In his first new fiction since winning the National Book Award forThe Absolutely True Diary of a Part-Time Indian, best-selling author Sherman Alexie delivers a virtuoso collection of tender, witty, and soulful stories that expertly capture modern relationships from the most diverse angles.War Dancesbrims with Alexie’s poetic and revolutionary prose, and reminds us once again why he ranks as one of our country’s finest writers.
With bright insight into the minds of artists, entrepreneurs, fathers, husbands, and sons, Alexie populates his stories with average men on the brink of exceptional change: In the title story, a son recalls his father’s natural Indian death” from alcohol and diabetes, just as he learns that he himself may have a brain tumor; The Ballad of Paul Nonetheless,” dissects a vintage clothing store owner’s failing marriage and courtship of a Puma-clad stranger in airports across the country; and Breaking and Entering” recounts a film editor’s fateful confrontation with an thieving adolescent.

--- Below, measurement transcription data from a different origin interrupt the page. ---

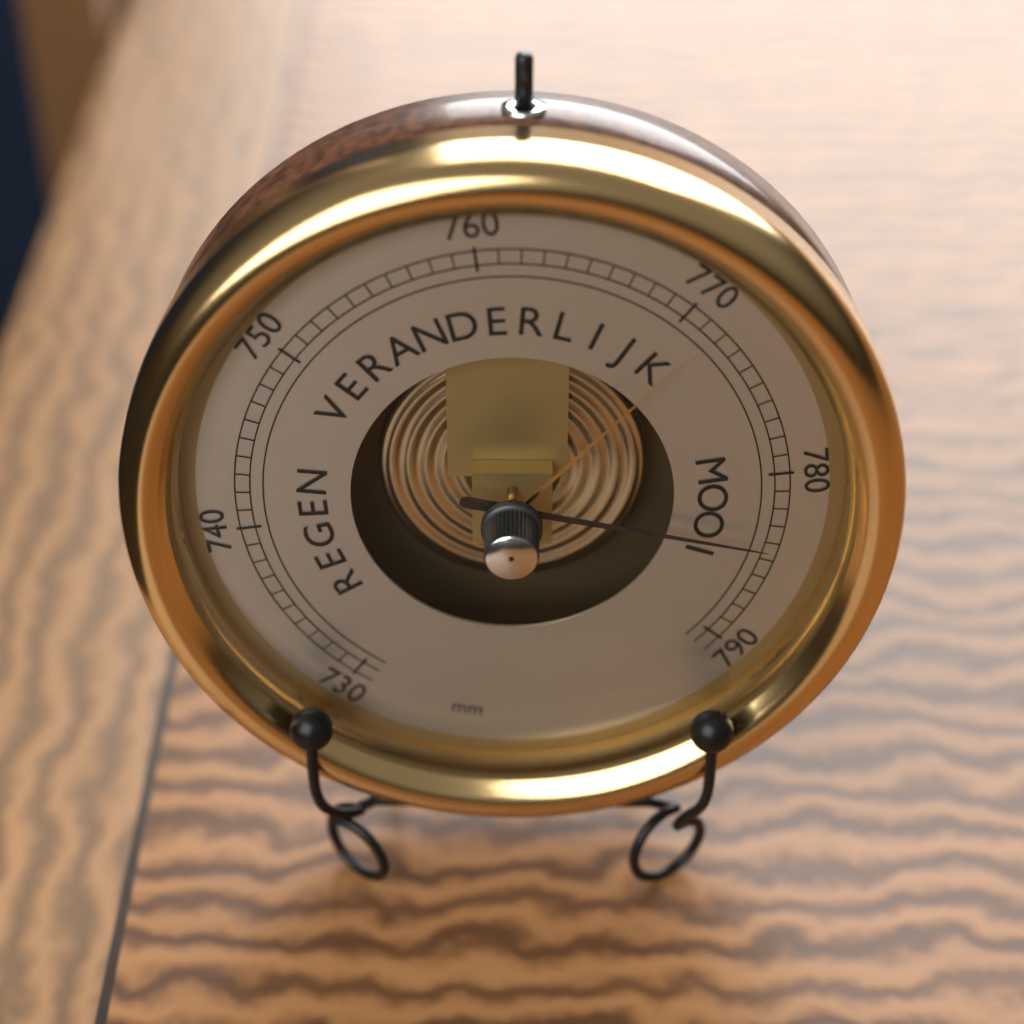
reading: 784 mm
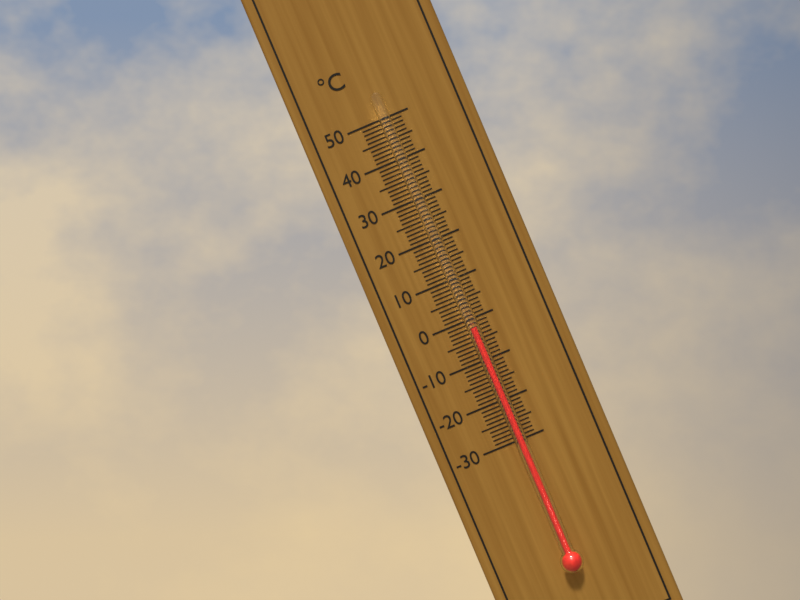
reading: -2 °C
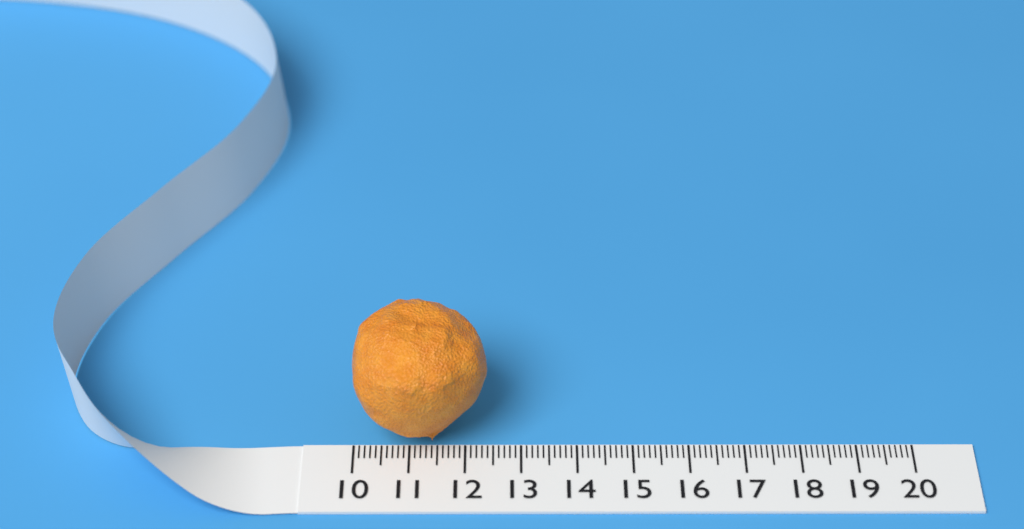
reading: 12.4 (no unit)
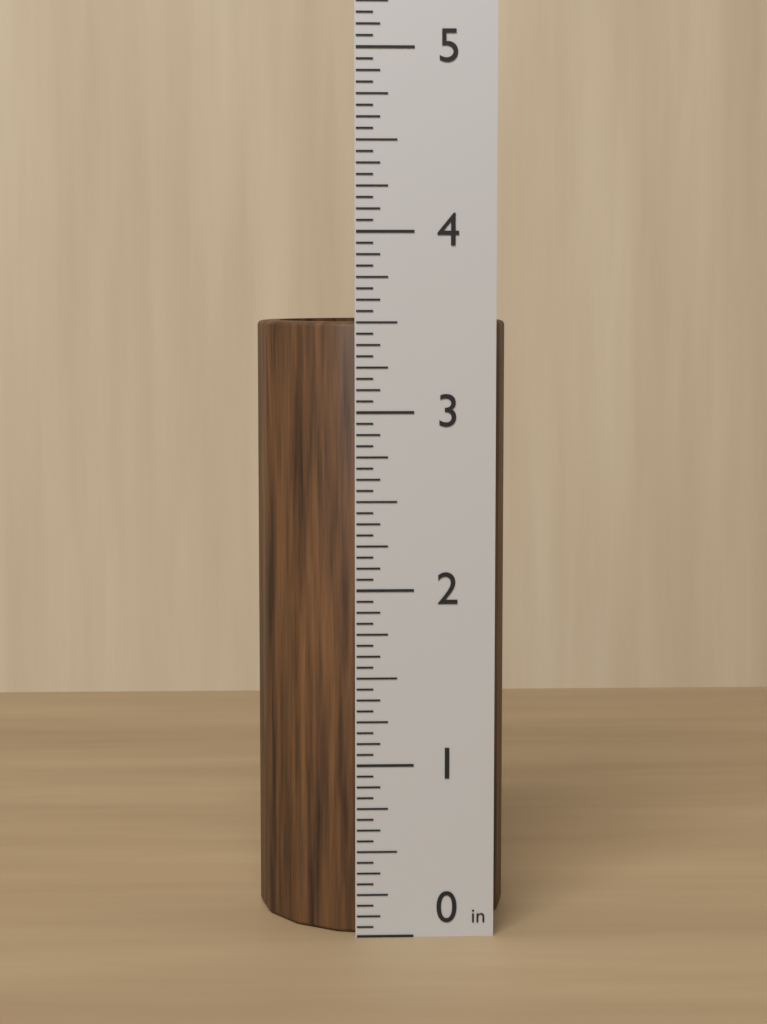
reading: 3.5000 in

Brazen and wiseWar Dancestakes us to the heart of what it means to be human. The new beginnings, successes, mistakes, and regrets that make up our daily lives are laid bare in this wide-ranging new work that is quintessential
Sherman Alexie is not a finicky writer. He is often messy and in-your-face in a way that can make you laugh (or shudder) when you least expect to. . . .War Dancesis Alexie’s fiercely freewheeling collection of stories and poems about the tragicomedies of ordinary lives.” O, the Oprah Magazine
Alexie has a wry, subversive sensibility. . . . The structure [inWar Dances] is sophisticated yet playful, a subtle way to bring lightness to heavy topics such as senility, bigotry, cancer, and loneliness. . . . A mix tape of a book, with many voices, pieces of different length, shls!